Ginsburg took a taxpayer-funded trip to Egypt where she advised Egyptians to look elsewhere than the U.S. Constitution in drafting their own. She urged them to be "aided by all Constitution-writing that has gone on since the end of World War II."
So much for the test of time and reality.
Ginsburg prefers the Constitution of South Africa (CSA), the Canadian Charter of Rights and Freedoms, and the European Convention on Human Rights for today. Anyone who's read her opinions and speeches knows her penchant for wandering off our constitutional reservation to find enlightenment in international and foreign laws.

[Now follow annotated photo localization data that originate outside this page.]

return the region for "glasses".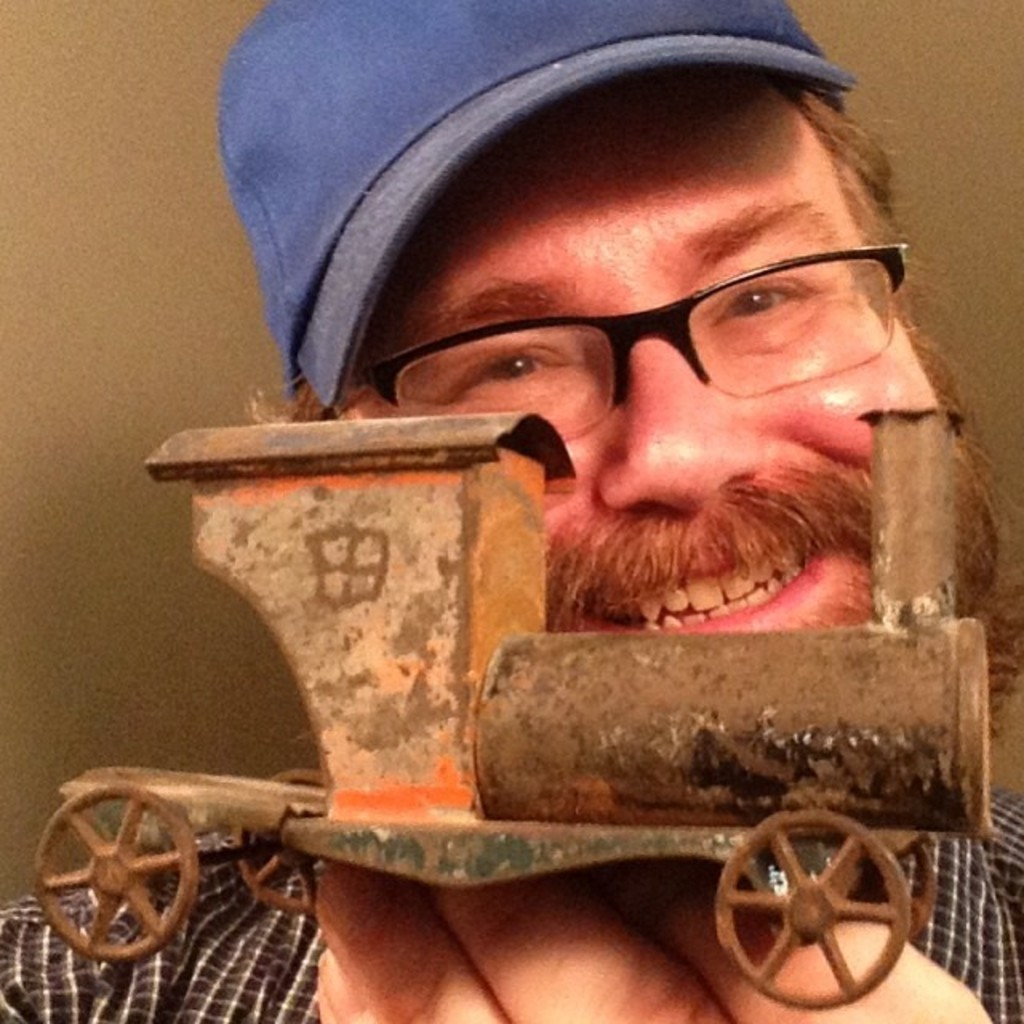
(x1=346, y1=211, x2=950, y2=442).
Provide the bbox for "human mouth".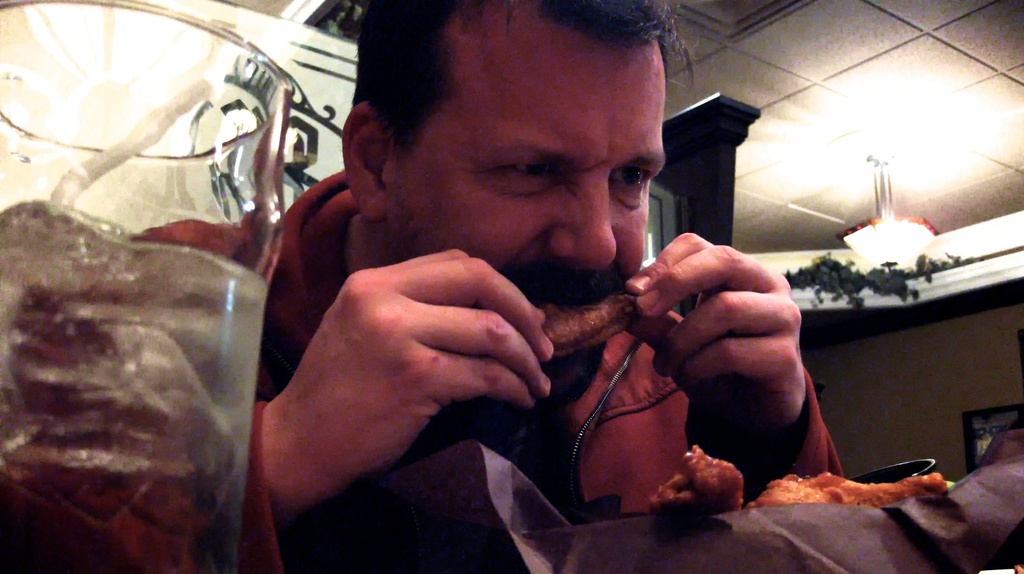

Ginsburg is an advocate of abortion rights and gender equality as expressly guaranteed in the CSA. In 1977 Ginsburg and feminist Brenda Feigen-Fasteau co-authored a report titled Sex Bias in the U.S. Code for the U.S. Commission on Civil Rights, advocating sex integration of the Boy Scouts, Girl Scouts and in prisons; for reducing the age of consent for sexual acts to persons who are "less than 12 years old" and a comprehensive program of government-supported child care," to name a few.